Chattooga County comprises the Summerville, GA Micropolitan Statistical Area, which is included in the Rome-Summerville Combined Statistical Area.
Summerville is the site of the Chattooga County Courthouse. The county is home to several properties listed on the National Register of Historic Places listings in Chattooga County, Georgia.
Chattooga county is named for the Chattooga River, which flows through it. It was originally settled by the 'mound builder' culture. A few small mounds can be found throughout the Alpine and Menlo areas. Sometime in the pre-European settlement era, the county was settled by at first the Creek Native Americans and later the Cherokee Native Americans. The principal Cherokee towns in Chattooga were Rivertown (Trion) and Broomtown in Shinbone valley. With the onset of European settlers and after gold was discovered in northern Georgia, the federal government forcibly removed the Cherokees to Oklahoma from Chattooga county in the early 1830s in what has become known as "the Trail Of Tears." In this removal, thousands of Native Americans died from sickness, hunger and abuse. The land was then divided amongst white settlers in the Cherokee Land Lottery of 1832. The Lottery transformed Chattooga into a thriving agricultural area in the antebellum South with farms of varying size dotting the fertile landscape of the Chattooga Valley.
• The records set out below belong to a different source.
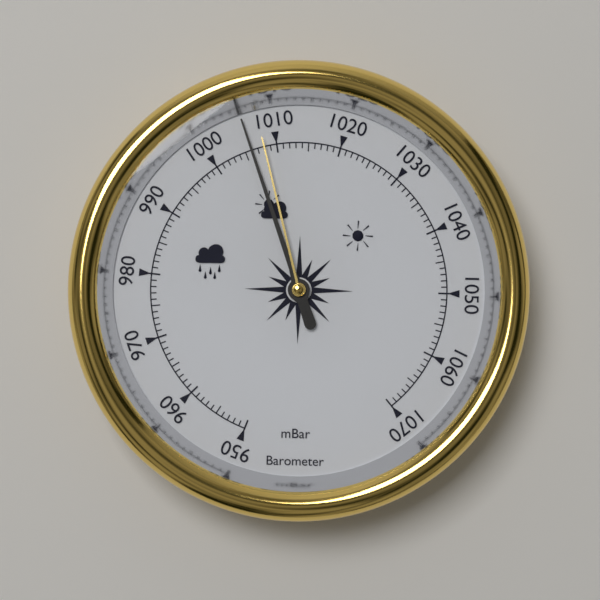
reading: 1006 mbar
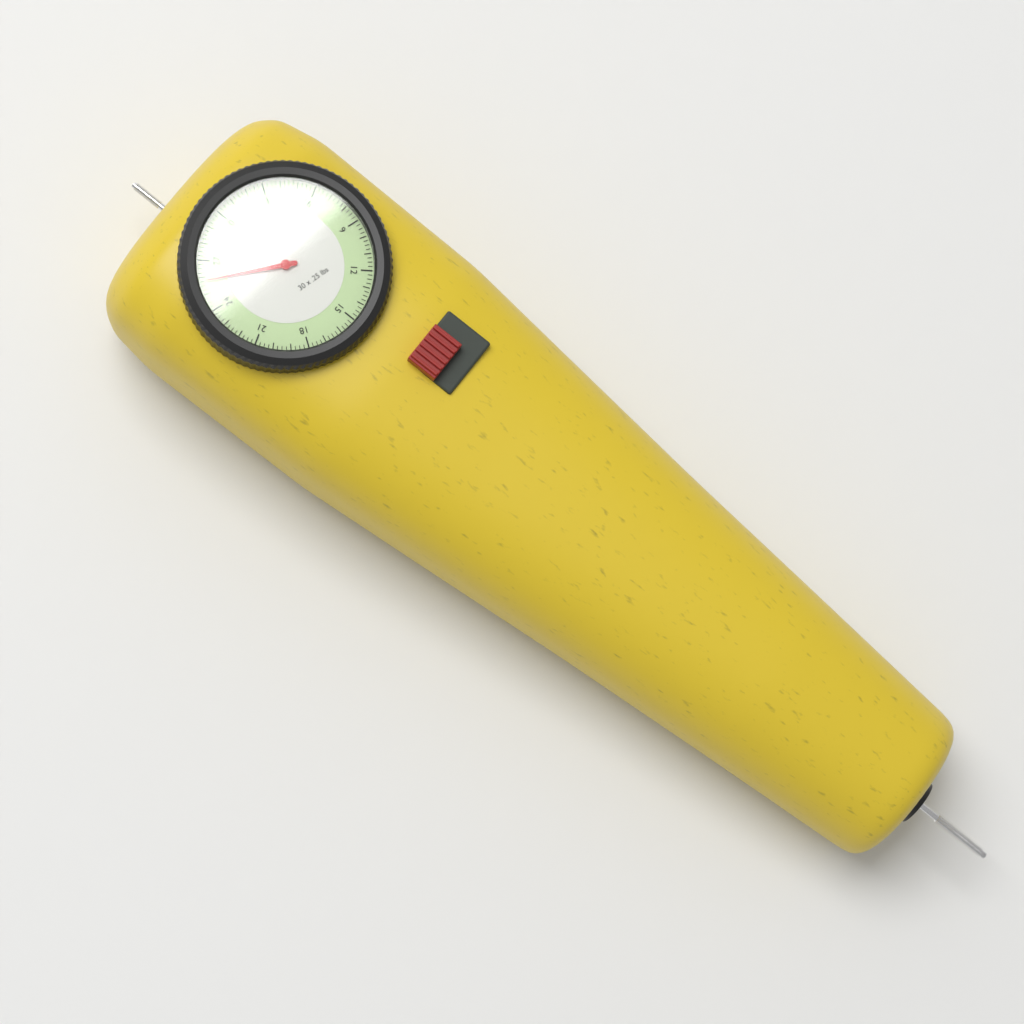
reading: 25.75 lbs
The coming of the American Civil War saw Chattoogans polarized into pro and anti-union camps. Confederate armies received five regiments from Chattooga. Several engagements were fought in the county prior to the battle of Chickamauga. General Nathan Bedford Forrest fought an engagement near Alpine with Federal cavalry resulting in the Federals being thrown back to the Chattanooga area. The largest single engagement in Chattooga was the "Battle of Trion Factory," fought on Sept. 15th, 1863 on present day First Street near the site of the East Trion Church of God. Confederate Infantry forces under the command of General Benjamin Hardin Helm and cavalry under the command of Gen. Joseph Wheeler defeated Union forces in a running battle that started somewhere near Summerville and ended in Trion. The front section of the Old Trion Cemetery on First Street contains the remains of fifty-five Union soldiers and seven Confederates killed in this action, but the graves are unmarked.